Monday, November 29, 2010

How did the Cold War change Texas from the mid-20th century to TODAY?

Before the Cold War, and particularly before World War Two, the main industries in Texas were oil extraction, refining and transport. Yet even before World War Two, Texas had a relatively large number of airplane repair businesses, and during World War Two, the armed forces built a large number of Texas army bases to station and manufacture aircraft. After the war, once it was clear that future conflicts would be won or lost in the air, Texas benefitted from a surge in growth in defense spending, and because the state had many air bases already, and had already won contracts during the war to build bombers and other military aircraft, a large number of contracts for building next generation military bombers and fighter jets went to companies located in Texas.


By the 1960s, the volume of aircraft manufacturing in North Texas  (Arlington, Forth Worth, et cetera) was second in the nation only to aircraft manufacturing in California. This diversification in industrial priorities in Texas from oil production and support services, to defense contracting, helped turn Texas into a technology and innovation hub. Both the oil and technology sectors benefitted greatly, as did Texas' economy. The large number of army bases in Texas, the amount of cheap land, and the increasingly large number of college graduates from Texas schools who had studied engineering, culminated in a perfect synergy between Texas's burgeoning computing and aerospace engineering companies, and the rapacious appetite of the Defense Department to produce more sophisticated weapons systems to counter the Soviet threat. 


Companies such as General Dynamics, Boeing and Texas Instruments won hundreds of millions of dollars in defense contracts to build rockets, research ballistic missile technology, and test new explosive devices. The high paying jobs that these companies created transformed many sleepy towns into affluent cities or suburbs. To ensure that the state could continue to attract these new businesses, Texas put more money into engineering programs at its state schools, and kept its tax rates very low, to encourage more businesses to come to the state. The electronics and computing companies that sprang up in Texas (like Texas Instruments and Dell) needed energy, and Texas oil drillers and refineries (Exxon, ConocoPhillips, Valero et cetera) benefitted greatly from this growing appetite for energy, from both private industry and government defense programs. Chemical companies in Houston also began to find ways of turning oil into plastic, which became a key component of most consumer goods and of many defense and aerospace parts. 


Finally, Lyndon B. Johnson's decision to locate NASA in Houston in the 1960s brought even more jobs, revenue, military and congressional support, as well as prestige to Texas' aerospace and aeronautics industry. It also helped make Texas a hub for major airline carriers, helping to launch American Airlines and Southwest. Yet more than anything else, it was the mission to put a man on the moon that captured the nation's imagination, and the world's attention. The successful 1969 moon landing, broadcast around the world, solidified the state's reputation as a center for innovation, engineering, can do attitude and military prowess. NASA's control center in Houston made the city a household word around the world, one that signified American ingenuity and American might. Many top scientists and engineers from around the country and the world flocked to Texas to be part of the space exploration and aeronautics industries, which remain a major driver of the Texas economy today.


All of this brainpower in one place led to a perfect creative storm, which led to the formation of such Texas based companies as Dell, AT&T, Southwest Airlines, American Airlines, KBR, Kinder Morgan, Halliburton, Baker Hughes, and many other consumer oriented companies (Sysco, Whole Foods, Dr. Pepper-Snapple, et cetera) which catered to the growing middle class with plenty of disposable income. 


To give some context of way that economic growth affected Texas, the population of Houston in 1950 was just under 600,000. By 1970, it had more than doubled to over 1.2 million, and by 1990, the population in Houston was over 1.6 million. Even more dramatic was the growth in Arlington, which became a defense industry and military hub. The population there went from just 7,692 in 1950, to about 90,000 in 1970, and over 261,000 in 1990. This kind of explosive population growth would not have happened without the pull of the aerospace and aeronautics industry, massive defense spending, the decision to base NASA in Houston, and the innovation that resulted from all of the entrepreneurial talent that these companies attracted to the state. In turn, none of this would have happened without the motivation of the Cold War.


(Work task) Only the lines from the one containing "The width and" to the end of the data below belong in the answer, each repeated exactly; no pictures.

═══ Exercise materials

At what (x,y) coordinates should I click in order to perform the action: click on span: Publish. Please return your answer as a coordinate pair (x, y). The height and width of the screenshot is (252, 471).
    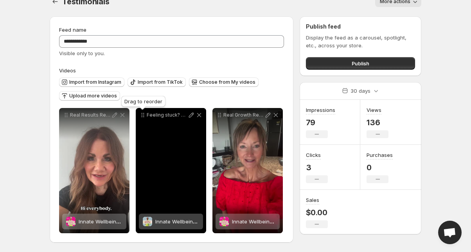
    Looking at the image, I should click on (360, 63).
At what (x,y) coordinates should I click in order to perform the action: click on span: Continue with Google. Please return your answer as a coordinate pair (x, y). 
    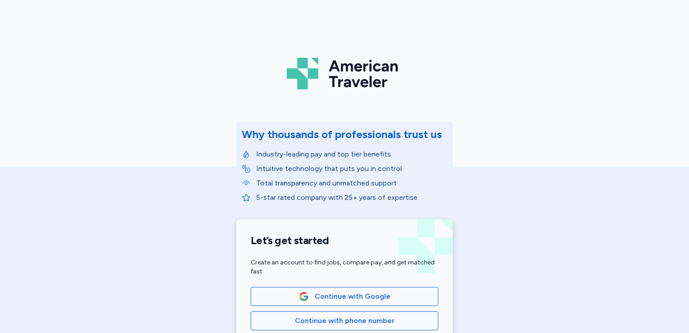
    Looking at the image, I should click on (353, 296).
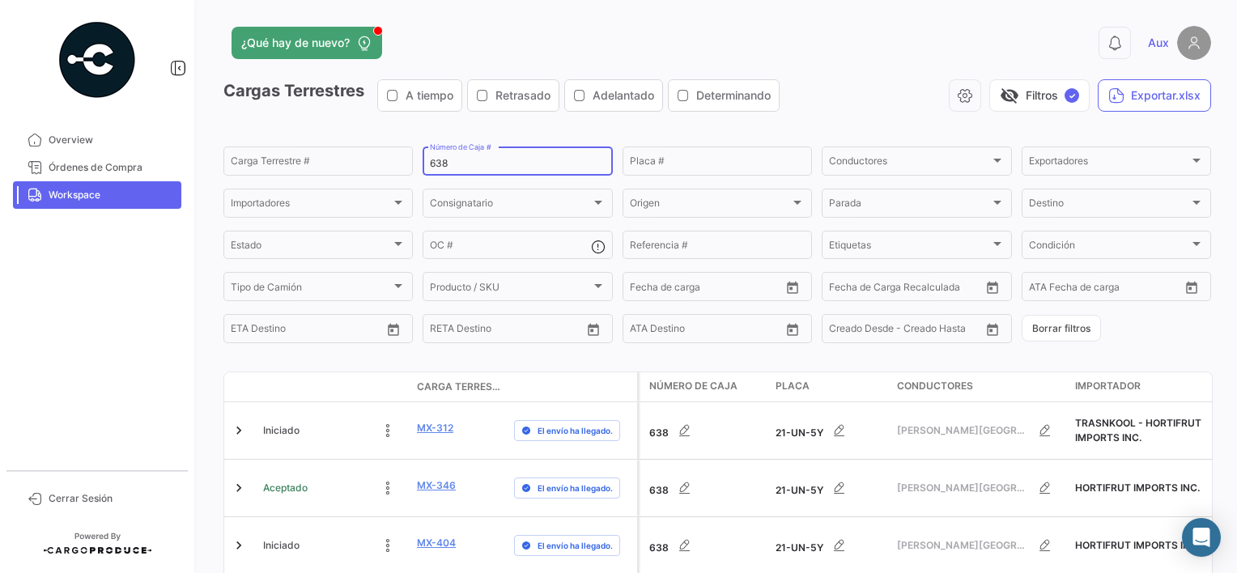  I want to click on input: Creado Hasta, so click(940, 331).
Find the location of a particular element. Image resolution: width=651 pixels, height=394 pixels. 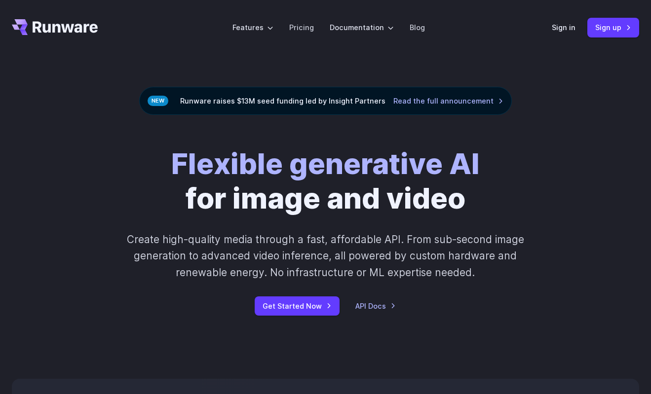

a: Blog is located at coordinates (417, 27).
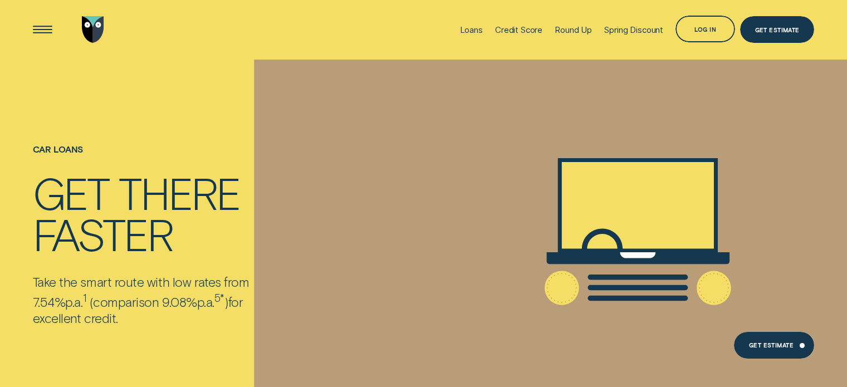 The height and width of the screenshot is (387, 847). What do you see at coordinates (162, 213) in the screenshot?
I see `h4: Get there faster` at bounding box center [162, 213].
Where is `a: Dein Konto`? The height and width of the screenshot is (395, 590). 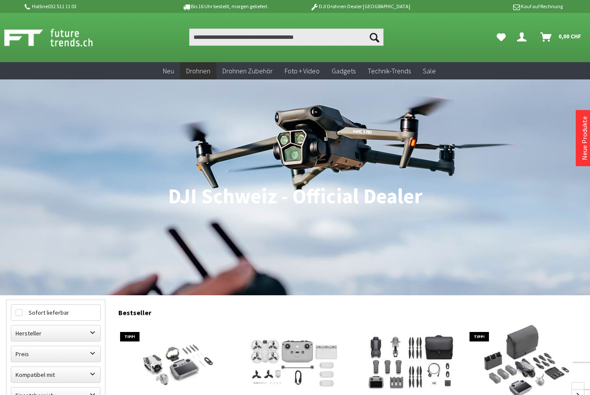 a: Dein Konto is located at coordinates (524, 37).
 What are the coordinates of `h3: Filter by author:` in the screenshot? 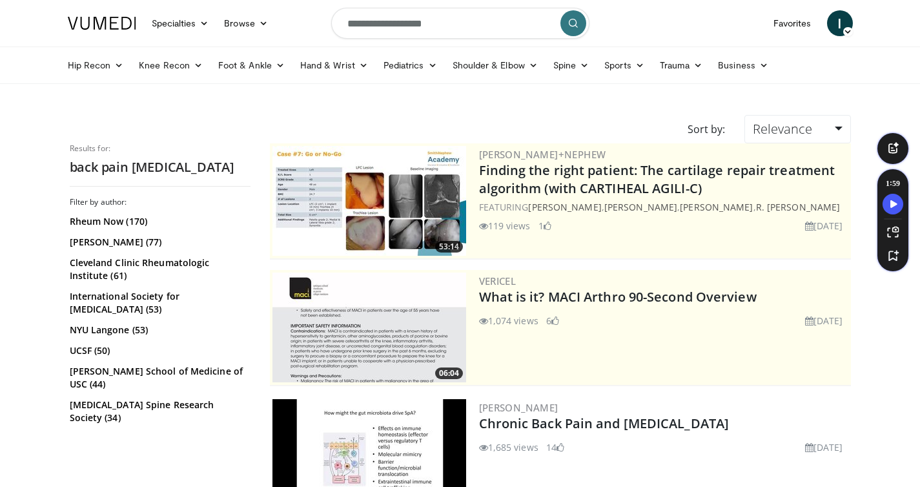 It's located at (160, 202).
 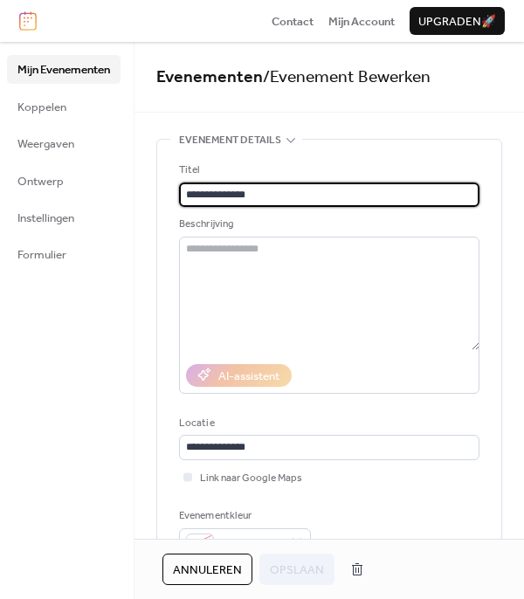 What do you see at coordinates (45, 144) in the screenshot?
I see `span: Weergaven` at bounding box center [45, 144].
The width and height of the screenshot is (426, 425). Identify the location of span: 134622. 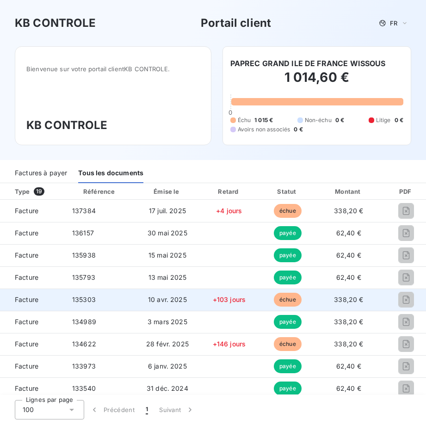
(84, 343).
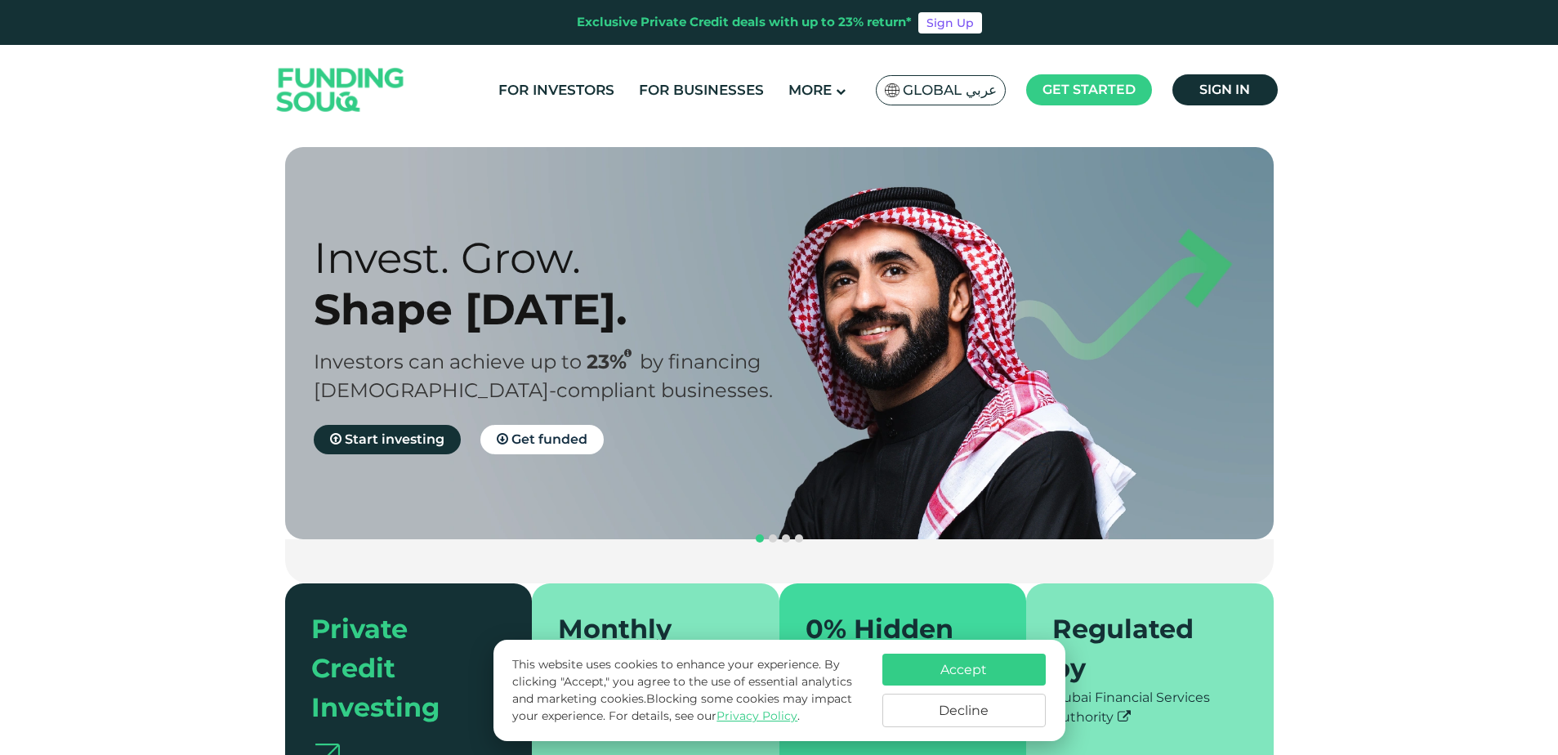  I want to click on div: Invest. Grow., so click(561, 257).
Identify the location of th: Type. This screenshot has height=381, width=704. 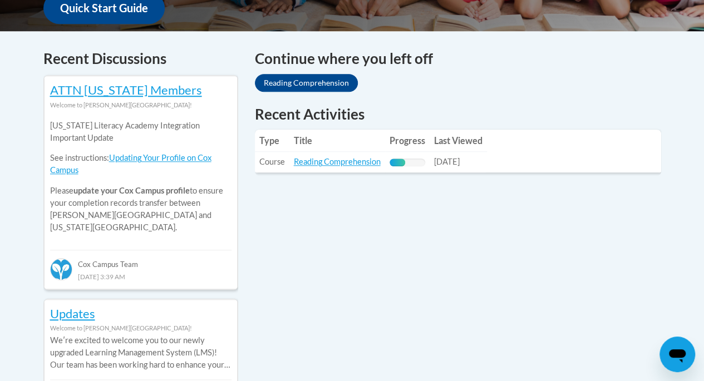
(272, 141).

══════

(Answer space)
The width and height of the screenshot is (426, 425). Identify the location of span: 134622. 
(84, 343).
  I want to click on div: Invest. Grow., so click(561, 257).
Identify the location of th: Type. This screenshot has height=381, width=704. 
(272, 141).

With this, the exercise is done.